Richard Florida in his book “The Flight of the Creative Class” examines and defines the shift of activities to urban centres around the world that provide supports and sustenance for the creative community and as these centres grow they tend to attract more such people. At the end of the Industrial Revolution the availability of material resources and expertise by way of knowledge held sway over the production of wealth in the cities and centres of high production. However now it is sharply veering towards services and these are based on knowledge and expertise and those cities that are able to attract the young performers is able to grow rapidly and far outstrip the growth of the former industrial giants. This centres of power and productivity is moving towards yet another shift which is being driven by the growth of the creative industries and it is only those cities that are able to attract the creative professionals who work in these industries are able to show signs of very high growth and the creation of wealth in these centres. Richard Florida is a professor of management at the Rotmans School of Management, Toronto that is also well known for using design and innovation as a driver for management education and is now rated among the top 10 management schools in the world by leading international business magazines. The school is headed by the visionary Dean, Roger Martin who shifted the focus to design and innovation in 1998 and these shifts are well documented in the Rotmans magazine available as pdf files and is published thrice a year.

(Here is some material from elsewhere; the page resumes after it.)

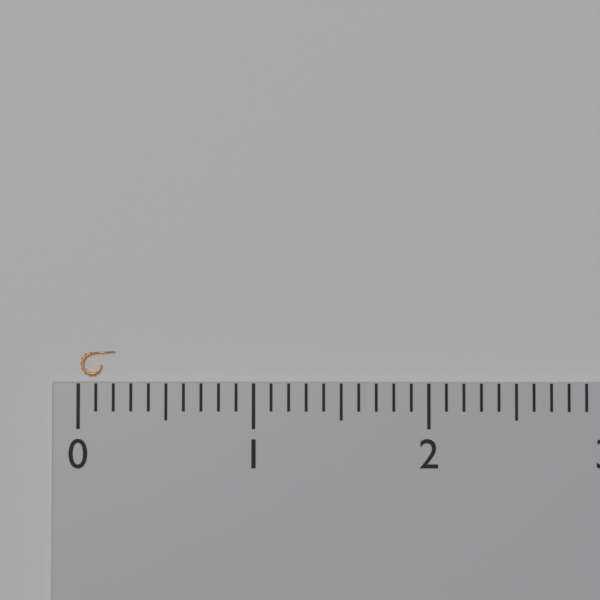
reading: 0.2 (no unit)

These cities are characterized by several features that are attractive for the young creative professional and these include both work related facilities as well as those that support community of creative professionals as well as provide sustenance fro a host of creative activities across a large number of interest areas. The infrastructure for these activities are an essential part of what these cities have to offer and along with these the attractive elements would include high quality accommodation, travel and transport facilities and centres of activities that offer a wide range of creative interests. It is in order to explore and articulate the renewal of our cities by the imaginative use of design that we have included these topics as part of the Design Concepts and Concerns course at NID. This week we have assigned four broad areas for our fifth batch of Post Graduate students at Paldi. This batch includes students from the Film & Video discipline, Animation Film Design, Ceramic Design, Toy Design and the Lifestyle and Accessory Design disciplines.

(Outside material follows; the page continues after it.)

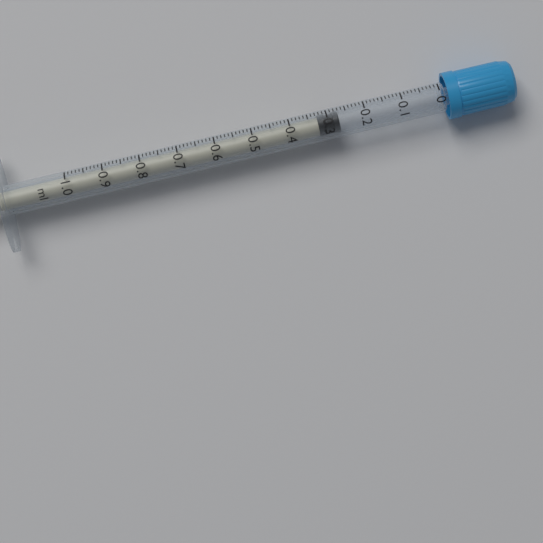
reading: 0.27 ml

The task assigned to them asks the students to examine through brainstorming, categorization and modeling the issues relating to the empowerment of the city populations to make them both interested and capable of contributing directly to the four chosen areas of city life with the intention that we need not wait for governments to act while the city population could take up some of these planning tasks on their own initiative and use the government systems as a key support mechanism. The specific areas assigned to the four groups are as follows: Design opportunities and empowerment of local populations to initiate the design and creation of new infrastructure, services, facilities and activities in the four broad areas listed below:
1. Healthy Sports
2. Art & Infrastructure
3. Public Education
4. Festivals and Culture

We do see that with the application of a little bit of imagination and the creation of new norms and laws we could help transform of cities into robust centres of creativity and then we should be able to expect a very high growth in these cities that are in line with Richard Florida’s assessment. All, the students of the five batches mentioned above have been asked to explore one of these four groups and to jointly present their findings to the class on Monday the 22 October 2007. Each group would need to explore their own past experiences and in the process of brainstorming try and capture all the nuances of the identified areas of concern and try to plumb all that they already know about the subject and its context through random check-listing followed by categorization. The creation of categories is an important and non-mechanical task, which may generate a great deal of debate and discussion. Through this process we hope to build a collective vision of what opportunities and challenges exist within this chosen space, which the group can build a consensus on as part of this assignment. This journey will also show us the contours of what is as yet unknown to the group, which would be partly revealed, by the class discussion and critique from the teachers of this course during the class presentations.

The categorization of the key words discovered in the brainstorming session would also reveal an agreed structure for the design opportunity space which can be refined and articulated with the use of image and typography conventions which show the hierarchy of the terms as well as the parts of the system as the group understands it at this stage. The discovered structure is then mapped onto a selected metaphor, which is identified, by creative explorations and discussions within the group. Once an agreed structure is arrived at the group would build a final model using the created metaphor in the form of a large presentation poster which would be a rich picture of image and words drawn from the brainstorming sessions and the metaphor should help convey the whole as well as reveal the essential details within the relevant parts of the design opportunity space. This rich representation should be memorable and easy to decipher. Students can indicate the areas in which they have doubts as well as low levels of information since these would be areas that can be investigated in the next stages of the assignment, which would be undertaken after the class presentation.